Medical Record Closure Practices of Physicians Before and After the Use of Medical Scribes

פוסט זה זמין גם ב: עברית

Medical scribes assist physicians by charting patient encounters in real-time. Scribes are increasingly used to address clinical documentation burdens on physicians and can improve workflow, efficiency, and communication.1 However, scribe use necessitates physicians proofreading encounter notes to check for documentation errors before closing the medical record, which could subsequently increase documentation burden and mitigate potential benefits to scribe use. Prior studies typically examined small groups of physicians over a limited period and focused on markers of physician satisfaction, throughput, and revenue, with few studies quantitatively assessing changes in medical record closure practices.2,3 Medical record closure time is used as an indicator of physician documentation burden, a quality improvement measure, as well as one reflection of efficiency and burnout risk.4,5 This study evaluated medical record closure outcomes before and after the use of medical scribes.

Methods

After approval and waiver of informed consent by the Oregon Health & Science University institutional review board, this retrospective cohort study analyzed electronic health record (EpicCare) audit log data from ambulatory encounters between 2014 and 2019. Oregon Health & Science University is a large academic medical center with an internal scribe program, allocating scribes at physician request.6 We defined 3 medical record closure performance metrics: medical record closure time (date-time stamp difference between the encounter and physician signature), proportion of delinquent medical records (open >14 days), and proportion of medical records closed after hours (7 pm-7 am on weekdays or anytime on weekends).

These metrics were used to conduct 3 sets of analyses. First, encounter-level differences in outcomes between encounters of physicians who never used scribes and baseline (pre-scribe) performance of physicians who went on to use a scribe were compared. Second, among scribe users, physician-level performance was compared at baseline with outcomes after scribe assignment. Third, focusing on physicians after scribe assignment, encounter-level differences were evaluated between scribed and nonscribed encounters. We excluded encounters with trainees, those unsigned at the time of data extraction, and those with physicians with fewer than 100 encounters. Statistical tests were used to evaluate between-group or pairwise differences in outcome measures, as detailed in the table footnotes. Descriptive statistics were reported as mean (SD) or median (IQR). All analyses were performed using R (version 4.1.2; The R Foundation). All statistical tests were 2-sided, using a significance of P < .05.

Results

The data set included 1 218 528 encounters across 55 clinical specialties, 430 physicians, and 134 scribes. Of the physicians, 101 (23%) used scribes, and 845 981 encounters (69%) were with physicians who never used scribes (Table 1). Of encounters with scribe-using physicians, 209 181 (17%) were at baseline and 163 366 (13%) after scribe assignment (Table 2). Of encounters after scribe assignment, 107 657 (66%) were scribe documented. The median encounters per week for physicians was 11.00 (IQR, 6.00-18.00) and 13.00 (IQR, 8.00-19.00) for never users and scribe users at baseline (P = .02), respectively. Among scribe users, median encounters per week after scribe assignment was 17.00 (IQR, 11.00-25.00) (P < .001 vs baseline), of which 13.00 (IQR, 9.00-19.00) and 5.75 (IQR, 3.12-9.00) were and were not scribe documented (P < .001), respectively.

At baseline, scribe-using physicians had significantly higher median medical record closure times (0.69 vs 0.14 days; P < .001), proportion of delinquent medical records (11.77% vs 2.55%; P < .001), and proportion of medical records closed after hours (28.01% vs 17.44%; P < .001) than physicians who never used scribes (Table 1). After scribe assignment, physicians had nonsignificantly higher median medical record closure time (0.42 vs 0.29 days; P = .40), and lower proportions of delinquent (10.32% vs 10.39%; P = .87) and after-hour medical record completion (24.36% vs 25.76%; P = .20) compared with baseline (Table 2). In the subgroup analyses of encounters after scribe assignment, scribe-documented encounters had significantly higher medical record closure time (0.92 vs 0.19 days; P < .001), proportions of delinquent medical records (9.81% vs 8.97%; P < .001), and after-hour medical record completion (27.58% vs 22.81%; P < .001) than nonscribed encounters.

Discussion

Physicians using scribes had suboptimal medical record closure practices at baseline compared with colleagues who never used scribes. While scribe assignment did not significantly improve these metrics, significant reductions occurred in encounters that did not use a scribe compared with those where a scribe was used. This suggests that the use of scribes may not be a solution to clinical documentation burdens. Study limitations include the inclusion of a single site, variable rationales influencing the assignment of scribes, and the limitation to ambulatory encounters.

Section Editors: Jody W. Zylke, MD, Deputy Editor; Kristin Walter, MD, Senior Editor.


# [Exercise]
Since pictures are not wanted in the copy, output only the rest of each record exactly.

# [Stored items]
# # # #

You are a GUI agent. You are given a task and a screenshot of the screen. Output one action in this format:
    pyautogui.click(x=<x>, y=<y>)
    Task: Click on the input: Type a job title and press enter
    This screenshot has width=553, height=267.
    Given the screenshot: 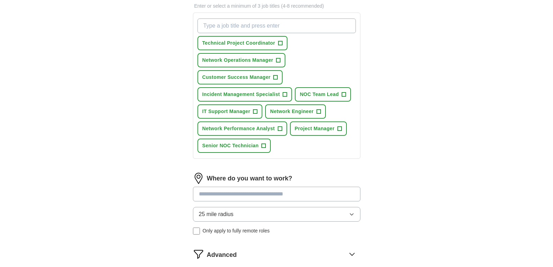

# # # #

# [Result]
You are a GUI agent. You are given a task and a screenshot of the screen. Output one action in this format:
    pyautogui.click(x=<x>, y=<y>)
    Task: Click on the input: Type a job title and press enter
    This screenshot has width=553, height=267.
    Given the screenshot: 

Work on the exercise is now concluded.